Christmas Eve: love you to Bethlehem and back

There is a tradition that the night between Christmas Eve and Christmas Day is a time for miracles. Beatrix Potter, who wrote the Peter Rabbit books, said that,

it is in the old story that all the beasts can talk, in the night between Christmas Eve and Christmas Day in the morning (though there are very few folk that can hear them, or know what it is that they say.)

Beatrix Potter, The Tailor of Gloucester (Frederick Warne, 1987 edn)

And there has been a lot of attention paid this year, on its one hundredth anniversary, to the so-called Christmas truce between the Allied and German forces in the trenches of World War I, when beleaguered soldiers sang Christmas carols across the battlefield, and even exchanged gifts of the goodies sent from home.

It wasn’t long before the peace broke back out into all-out war, but for that brief time of respite, it must have seemed as though the heavens were smiling on them, there in the mud and the mire; must have sounded as though the angels were singing with them, Peace on earth, goodwill to all people.

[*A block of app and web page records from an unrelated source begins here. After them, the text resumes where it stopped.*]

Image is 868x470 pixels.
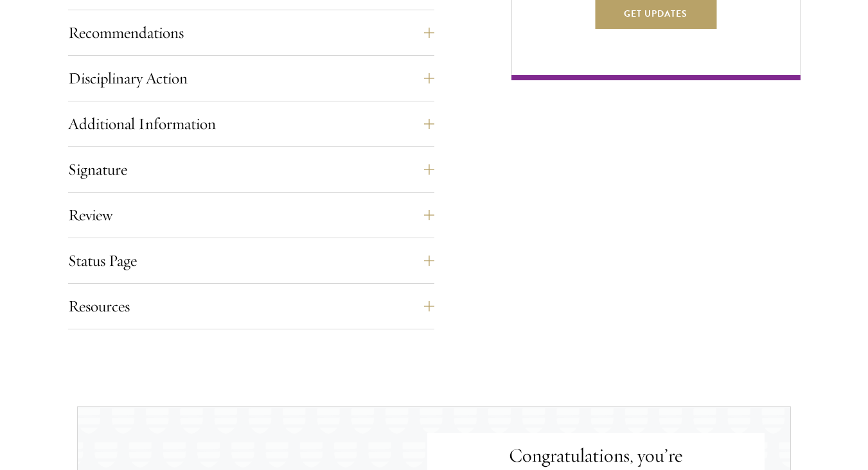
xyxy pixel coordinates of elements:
[68,154,434,185] button: Signature
[68,200,434,230] button: Review
[68,246,434,276] button: Status Page
[68,63,434,94] button: Disciplinary Action
[68,291,434,322] button: Resources
[68,109,434,140] button: Additional Information
[68,17,434,49] button: Recommendations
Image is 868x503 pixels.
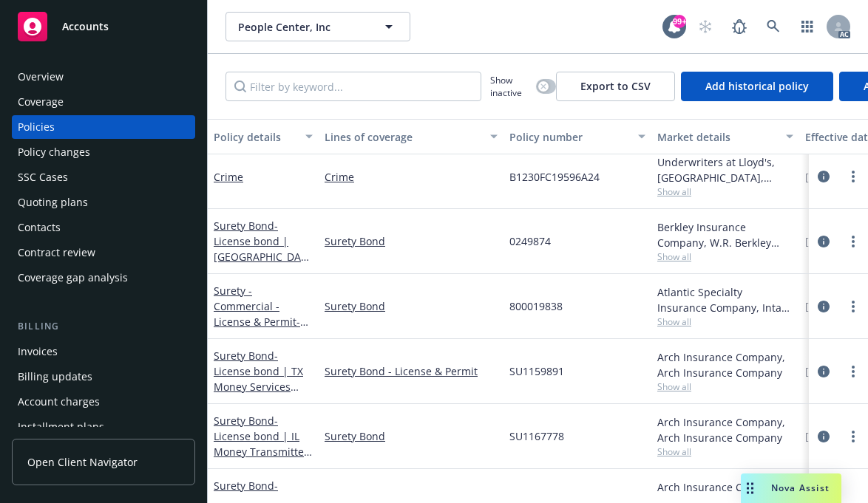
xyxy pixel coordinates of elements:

Certainly, we could use a miracle or two this year, this season. We could use some respite. We could use some peace.

But the real miracle of Christmas is not about respite, or a break from the grueling realities of life. Just the opposite. It is about the very fact that life goes on, with its struggle and strife, and the miracle is that as shabby and shameful as we can be, with our wars and our worries; as silly and unnecessary as we can get with our greed and our distractions; as human and prone to error as we show ourselves time after time, that God is in it with us.

The miracle of Christmas is not that life as usual ends, or is even suspended, but that God loves us in the very midst of it, in the middle of unmade beds and unmade Christmas pies; in the middle of family squabbles and tantrums; in the middle of our divisions and yes, our sin; God loves us.

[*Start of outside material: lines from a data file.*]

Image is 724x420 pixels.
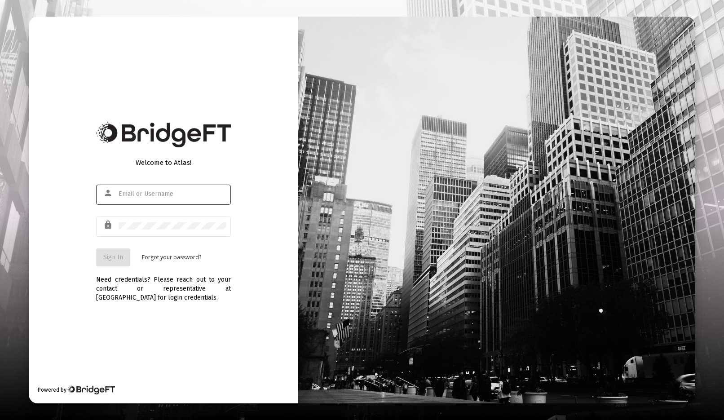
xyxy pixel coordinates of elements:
[96,122,231,147] img: Bridge Financial Technology Logo
[96,248,130,266] button: Sign In
[119,191,226,198] input: Email or Username
[103,220,114,230] mat-icon: lock
[38,386,115,394] div: Powered by
[103,253,123,261] span: Sign In
[96,266,231,302] div: Need credentials? Please reach out to your contact or representative at [GEOGRAPHIC_DATA] for log...
[96,158,231,167] div: Welcome to Atlas!
[103,188,114,199] mat-icon: person
[67,386,115,394] img: Bridge Financial Technology Logo
[142,253,201,262] a: Forgot your password?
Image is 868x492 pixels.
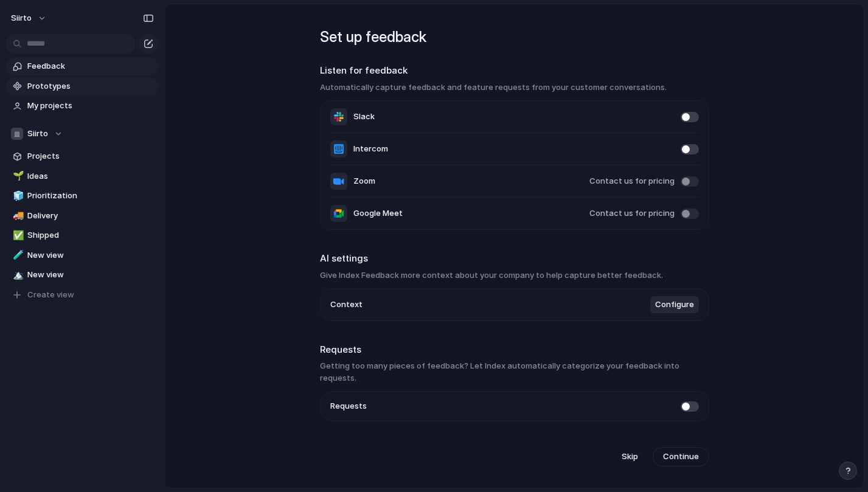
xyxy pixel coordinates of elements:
[5,9,53,28] button: Siirto
[6,226,158,244] a: ✅Shipped
[354,207,403,219] span: Google Meet
[13,169,22,183] div: 🌱
[11,269,23,281] button: 🏔️
[6,167,158,186] a: 🌱Ideas
[28,269,154,281] span: New view
[6,125,158,143] button: Siirto
[663,451,699,463] span: Continue
[320,360,709,384] h3: Getting too many pieces of feedback? Let Index automatically categorize your feedback into requests.
[589,207,674,219] span: Contact us for pricing
[28,100,154,112] span: My projects
[28,128,48,140] span: Siirto
[13,268,22,282] div: 🏔️
[320,64,709,78] h2: Listen for feedback
[11,190,23,202] button: 🧊
[330,298,362,310] span: Context
[354,175,375,188] span: Zoom
[28,190,154,202] span: Prioritization
[354,111,375,123] span: Slack
[13,189,22,203] div: 🧊
[6,246,158,265] a: 🧪New view
[28,80,154,92] span: Prototypes
[622,451,638,463] span: Skip
[320,252,709,266] h2: AI settings
[354,143,388,155] span: Intercom
[320,26,709,48] h1: Set up feedback
[28,151,154,163] span: Projects
[653,447,709,466] button: Continue
[320,269,709,281] h3: Give Index Feedback more context about your company to help capture better feedback.
[13,229,22,243] div: ✅
[6,286,158,304] button: Create view
[655,298,694,310] span: Configure
[6,147,158,165] a: Projects
[6,77,158,95] a: Prototypes
[28,170,154,182] span: Ideas
[650,296,699,313] button: Configure
[320,343,709,357] h2: Requests
[6,187,158,205] a: 🧊Prioritization
[11,170,23,182] button: 🌱
[28,60,154,72] span: Feedback
[589,175,674,188] span: Contact us for pricing
[11,229,23,242] button: ✅
[330,400,367,412] span: Requests
[28,210,154,222] span: Delivery
[28,249,154,261] span: New view
[6,57,158,76] a: Feedback
[320,82,709,94] h3: Automatically capture feedback and feature requests from your customer conversations.
[612,447,648,466] button: Skip
[28,229,154,242] span: Shipped
[11,12,32,24] span: Siirto
[6,266,158,284] a: 🏔️New view
[11,210,23,222] button: 🚚
[6,207,158,225] a: 🚚Delivery
[13,209,22,223] div: 🚚
[28,289,74,301] span: Create view
[6,97,158,115] a: My projects
[13,248,22,262] div: 🧪
[11,249,23,261] button: 🧪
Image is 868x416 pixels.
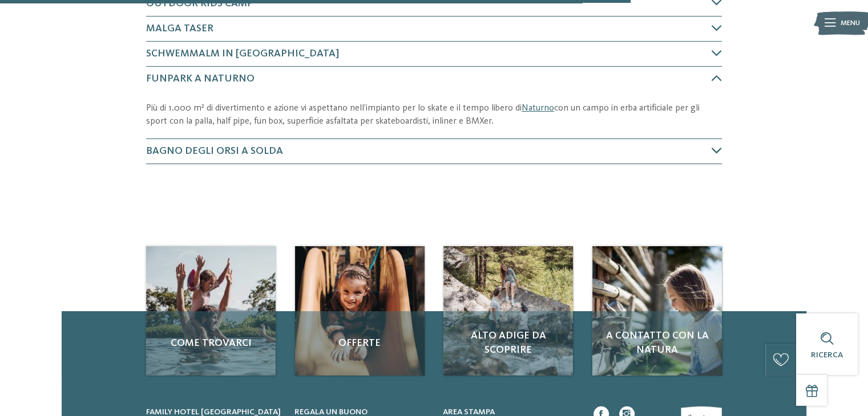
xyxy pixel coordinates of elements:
span: Bagno degli orsi a Solda [146,146,283,157]
span: Schwemmalm in [GEOGRAPHIC_DATA] [146,49,339,59]
span: Malga Taser [146,24,213,34]
span: Funpark a Naturno [146,73,255,84]
a: Scoprite i parchi giochi più belli Alto Adige da scoprire [444,246,573,376]
img: Scoprite i parchi giochi più belli [444,246,573,376]
img: Scoprite i parchi giochi più belli [592,246,722,376]
a: Scoprite i parchi giochi più belli Come trovarci [146,246,276,376]
img: Scoprite i parchi giochi più belli [295,246,424,376]
a: Naturno [522,104,554,113]
span: Ricerca [811,351,843,359]
span: Area stampa [442,408,494,416]
img: Scoprite i parchi giochi più belli [146,246,276,376]
span: A contatto con la natura [602,329,711,357]
span: Alto Adige da scoprire [454,329,563,357]
span: Regala un buono [294,408,368,416]
span: Offerte [305,337,414,351]
span: Family hotel [GEOGRAPHIC_DATA] [146,408,281,416]
span: Come trovarci [157,337,266,351]
p: Più di 1.000 m² di divertimento e azione vi aspettano nell’impianto per lo skate e il tempo liber... [146,102,722,128]
a: Scoprite i parchi giochi più belli A contatto con la natura [592,246,722,376]
a: Scoprite i parchi giochi più belli Offerte [295,246,424,376]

Far from laying back and letting it all go, God is actively labouring to be born among us.

That is why the angels sing. That is why the shepherds run. That is why the wise men come and the very stars gather to celebrate, illuminate the small, stumble-down, tumble-down stable of Christmas card pictures and children’s nativity plays, or whichever humble home with a manger of hay Jesus found to be born into; because his birth, in reality, was not so much unlike yours or mine.

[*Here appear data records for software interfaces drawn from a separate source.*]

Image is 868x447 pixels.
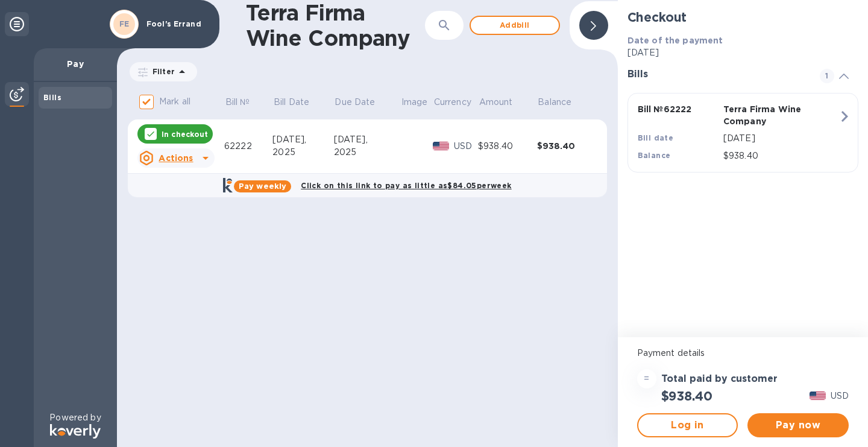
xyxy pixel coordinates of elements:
div: 2025 [334,146,401,158]
p: Mark all [159,95,191,108]
p: Pay [44,58,108,70]
span: Add bill [481,18,549,33]
p: Currency [434,96,472,109]
span: Bill № [225,96,266,109]
b: Date of the payment [628,36,724,45]
p: Bill № [225,96,250,109]
b: FE [119,20,130,28]
b: Bills [44,93,61,102]
button: Log in [637,413,739,437]
div: $938.40 [478,140,537,152]
button: Addbill [470,16,560,35]
p: USD [831,390,849,402]
p: In checkout [162,129,208,139]
h3: Bills [628,69,806,80]
p: Terra Firma Wine Company [724,103,804,127]
div: [DATE], [272,134,334,146]
img: USD [433,142,450,150]
h2: $938.40 [661,388,713,403]
p: Bill Date [273,96,309,109]
p: Balance [538,96,572,109]
p: Fool's Errand [147,20,207,28]
p: [DATE] [628,46,858,59]
button: Bill №62222Terra Firma Wine CompanyBill date[DATE]Balance$938.40 [628,93,858,173]
span: 1 [820,69,834,83]
p: [DATE] [724,132,839,145]
p: Amount [479,96,513,109]
h3: Total paid by customer [661,373,778,385]
p: Due Date [335,96,375,109]
div: 2025 [272,146,334,158]
p: Powered by [50,411,101,424]
p: Bill № 62222 [638,103,718,115]
div: $938.40 [537,140,596,152]
u: Actions [158,153,193,163]
h2: Checkout [628,10,858,25]
p: USD [454,140,478,152]
img: USD [810,392,826,400]
span: Log in [648,418,727,433]
p: Image [402,96,428,109]
b: Bill date [638,134,674,142]
button: Pay now [748,413,849,437]
div: [DATE], [334,134,401,146]
span: Due Date [335,96,391,109]
b: Balance [638,150,671,159]
p: Filter [148,66,174,77]
b: Pay weekly [239,182,287,191]
p: $938.40 [724,150,839,162]
div: 62222 [224,140,272,152]
b: Click on this link to pay as little as $84.05 per week [301,181,511,190]
span: Amount [479,96,529,109]
img: Logo [50,424,101,438]
div: = [637,369,657,388]
span: Bill Date [273,96,325,109]
p: Payment details [637,346,849,360]
span: Pay now [758,418,840,433]
span: Balance [538,96,588,109]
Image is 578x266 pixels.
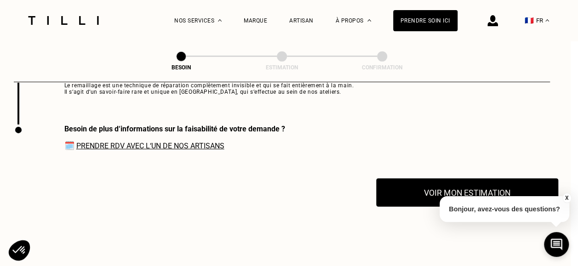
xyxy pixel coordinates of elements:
p: Bonjour, avez-vous des questions? [439,196,569,222]
span: 🇫🇷 [525,16,534,25]
div: Estimation [236,64,328,71]
img: Logo du service de couturière Tilli [25,16,102,25]
img: icône connexion [487,15,498,26]
span: 🗓️ [64,141,285,150]
div: Besoin de plus d‘informations sur la faisabilité de votre demande ? [64,125,285,133]
a: Prendre RDV avec l‘un de nos artisans [76,142,224,150]
img: menu déroulant [545,19,549,22]
span: Le remaillage est une technique de réparation complètement invisible et qui se fait entièrement à... [64,82,371,95]
div: Confirmation [336,64,428,71]
a: Prendre soin ici [393,10,457,31]
img: Menu déroulant à propos [367,19,371,22]
button: X [562,193,571,203]
a: Marque [244,17,267,24]
button: Voir mon estimation [376,178,558,207]
div: Besoin [135,64,227,71]
img: Menu déroulant [218,19,222,22]
a: Artisan [289,17,314,24]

As the Christmas carol says,

Day by day like us he grew. He was little, weak and helpless. Tears and smiles like us he knew. And he feeleth for all our sadness, And he shareth in our gladness.

(“Once in Royal David’s City,” words: Cecil Frances Humphreys Alexander, Hymns for Little Children, 1848)

That is the miracle: that God is with us, born to be one of us, so that we may know that God knows us inside and out, that God loves us inside and out, to Bethlehem and back.

Tomorrow, the cats will sound like tortured violins again, and the sides will draw up their lines again, and peace on earth will feel like a dream deferred.

But God is dreaming with us, snoring in the manger with sweet baby’s breath. And there is no going back from that. God, Emmanuel, Jesus Christ is here to stay

About Rosalind C Hughes

Rosalind C Hughes is a priest and author living near the shores of Lake Erie. After growing up in England and Wales, and living briefly in Singapore, she is now settled in Ohio. She serves an Episcopal church just outside Cleveland. Rosalind is the author of A Family Like Mine: Biblical Stories of Love, Loss, and Longing , and Whom Shall I Fear? Urgent Questions for Christians in an Age of Violence, both from Upper Room Books. She loves the lake, misses the ocean, and is finally coming to terms with snow.